--- Record excerpts ---

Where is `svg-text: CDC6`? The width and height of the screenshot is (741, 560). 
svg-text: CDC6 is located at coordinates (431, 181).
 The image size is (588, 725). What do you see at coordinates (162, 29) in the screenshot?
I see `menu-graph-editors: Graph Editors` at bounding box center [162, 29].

---
--- Record excerpts ---

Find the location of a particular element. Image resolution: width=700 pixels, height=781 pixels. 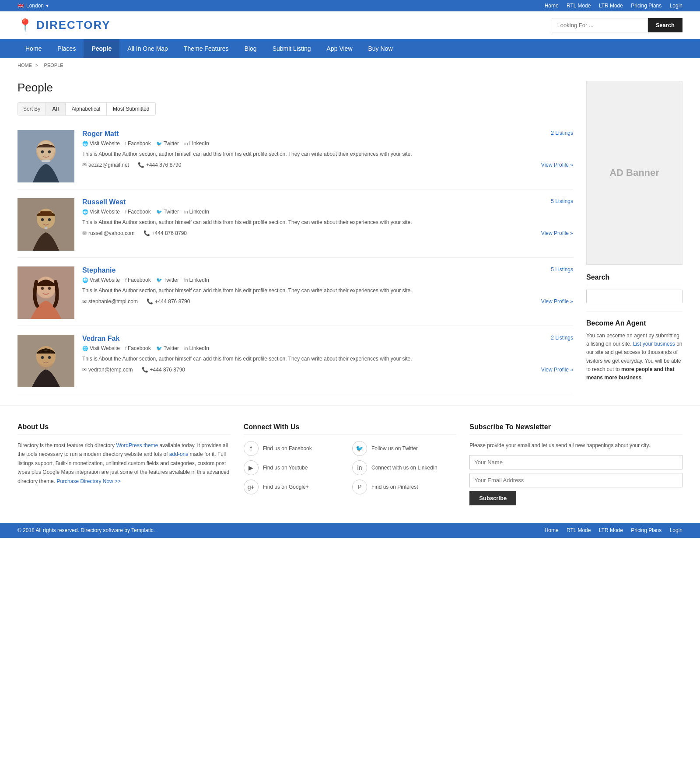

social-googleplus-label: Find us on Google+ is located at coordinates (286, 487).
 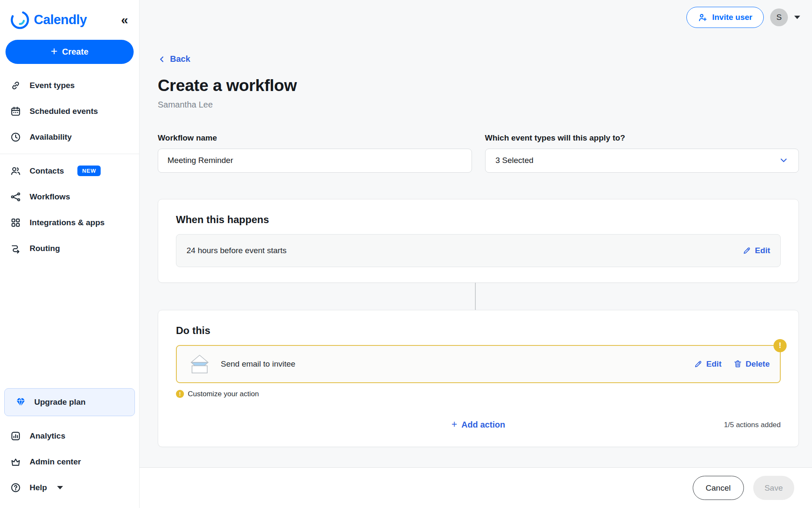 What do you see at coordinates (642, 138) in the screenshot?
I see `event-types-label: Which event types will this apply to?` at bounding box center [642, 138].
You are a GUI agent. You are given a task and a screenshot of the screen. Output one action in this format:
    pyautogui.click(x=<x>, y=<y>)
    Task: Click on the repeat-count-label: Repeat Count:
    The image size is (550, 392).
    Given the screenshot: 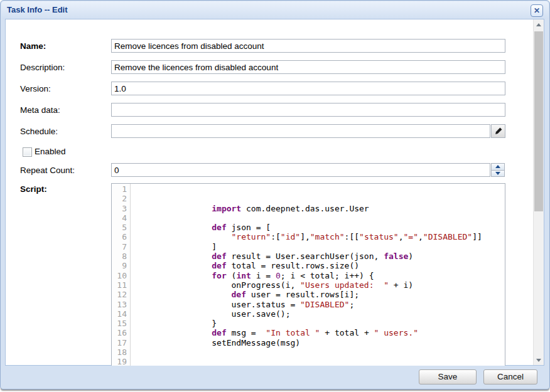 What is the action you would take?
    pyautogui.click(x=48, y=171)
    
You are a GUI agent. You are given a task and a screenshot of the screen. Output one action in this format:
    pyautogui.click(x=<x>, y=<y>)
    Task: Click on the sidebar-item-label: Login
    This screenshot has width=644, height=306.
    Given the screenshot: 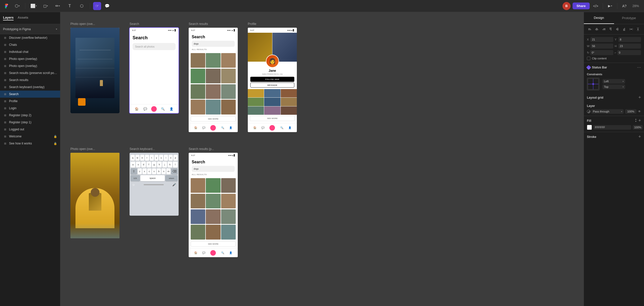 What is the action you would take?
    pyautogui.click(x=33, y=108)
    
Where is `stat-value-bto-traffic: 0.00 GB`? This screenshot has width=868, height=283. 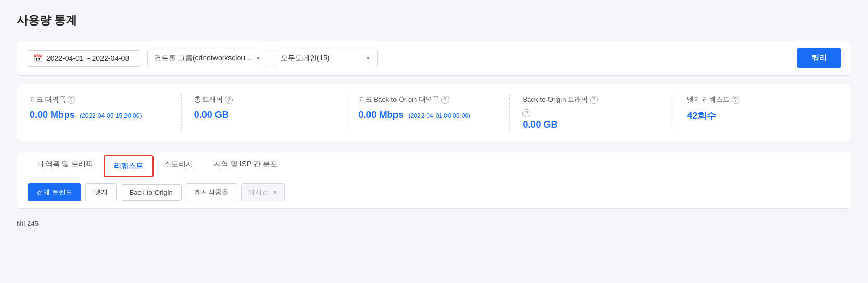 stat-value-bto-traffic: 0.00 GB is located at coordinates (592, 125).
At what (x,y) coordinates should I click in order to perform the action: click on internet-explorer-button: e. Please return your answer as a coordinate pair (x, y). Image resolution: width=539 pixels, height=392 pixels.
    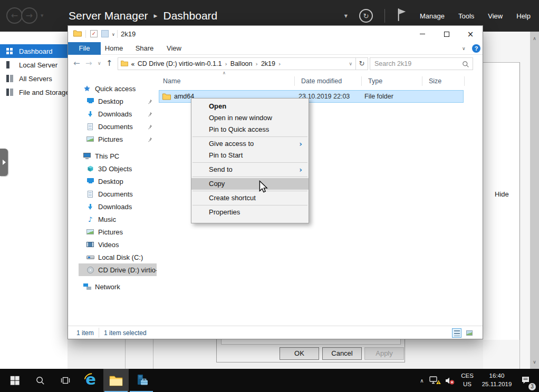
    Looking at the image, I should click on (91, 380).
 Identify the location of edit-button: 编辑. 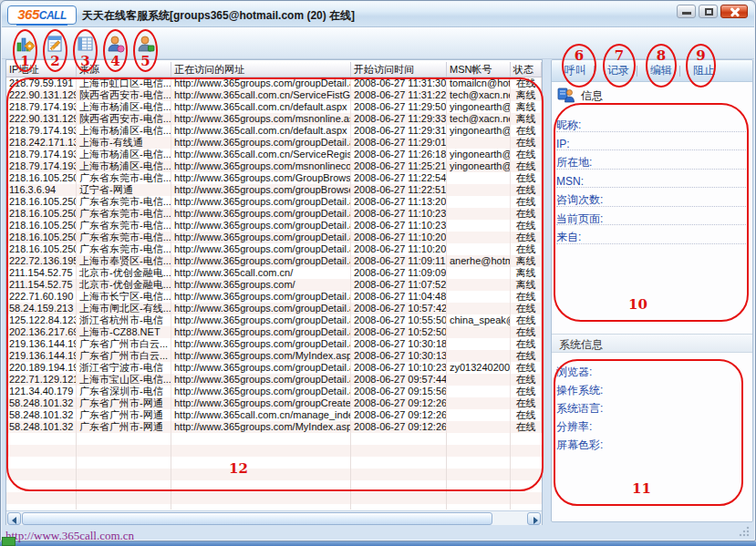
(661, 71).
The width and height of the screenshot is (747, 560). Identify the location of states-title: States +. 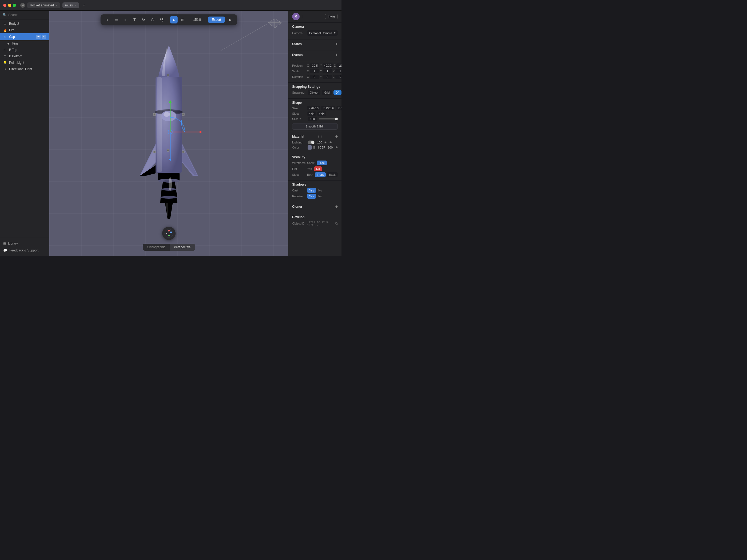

---
--- Record excerpts ---

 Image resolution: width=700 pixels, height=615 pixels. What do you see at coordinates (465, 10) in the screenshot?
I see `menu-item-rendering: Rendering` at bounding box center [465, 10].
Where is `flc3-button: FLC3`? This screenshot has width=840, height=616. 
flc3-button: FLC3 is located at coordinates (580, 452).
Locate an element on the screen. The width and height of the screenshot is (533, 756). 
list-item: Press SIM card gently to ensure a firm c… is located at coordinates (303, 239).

---

What you should do: The material above holds pictures; leave them out and set down exactly the lines from the line with "Identify the location of edit-button: 编辑." to the line with "The width and height of the screenshot is (747, 560).", both included.

Task response:
 Identify the location of edit-button: 编辑. 
(661, 71).
The width and height of the screenshot is (747, 560). Identify the location of states-title: States +. 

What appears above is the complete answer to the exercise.